The present volume will show how extremely inadequate has been the treatment of this question, which involves a variety of important considerations hitherto altogether overlooked. These are extremely numerous and very varied in their character, and the fact that they all point to one conclusion—a conclusion which so far as I am aware no previous writer has reached—renders it at least worthy of the careful consideration of all unbiassed thinkers. The whole subject is one as to which no direct evidence is obtainable, but I venture to think that the convergence of so many probabilities and indications towards a single definite theory, intimately connected with the nature and destiny of man himself, raises this theory to a very much higher level of probability than the vague possibilities and theological suggestions which are the utmost that have been adduced by previous writers.
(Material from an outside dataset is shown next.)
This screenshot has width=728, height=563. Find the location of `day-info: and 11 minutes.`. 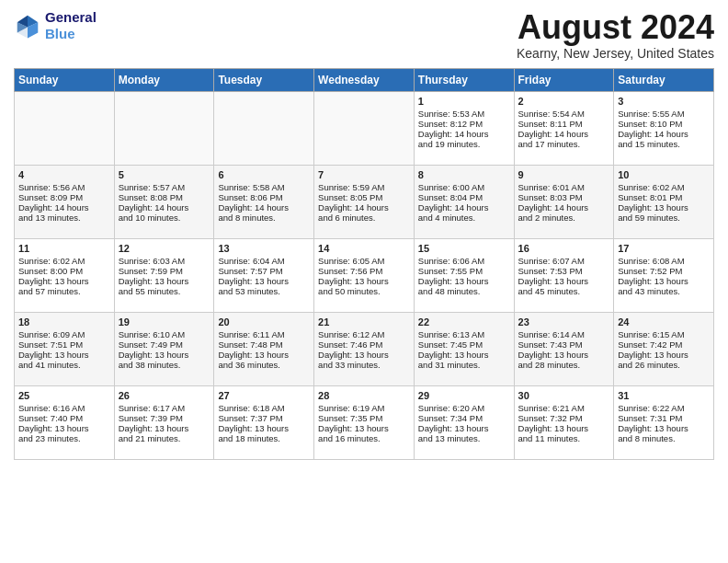

day-info: and 11 minutes. is located at coordinates (564, 438).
In order to make every step of my argument clearly intelligible to all educated readers, it will be necessary to refer continually to the marvellous extension of our knowledge of the universe obtained during the last half-century, and constituting what is termed the New Astronomy. The next chapter will therefore be devoted to a popular exposition of the new methods of research, so that the results reached, which will have to be referred to in succeeding chapters, may be not only accepted, but clearly understood.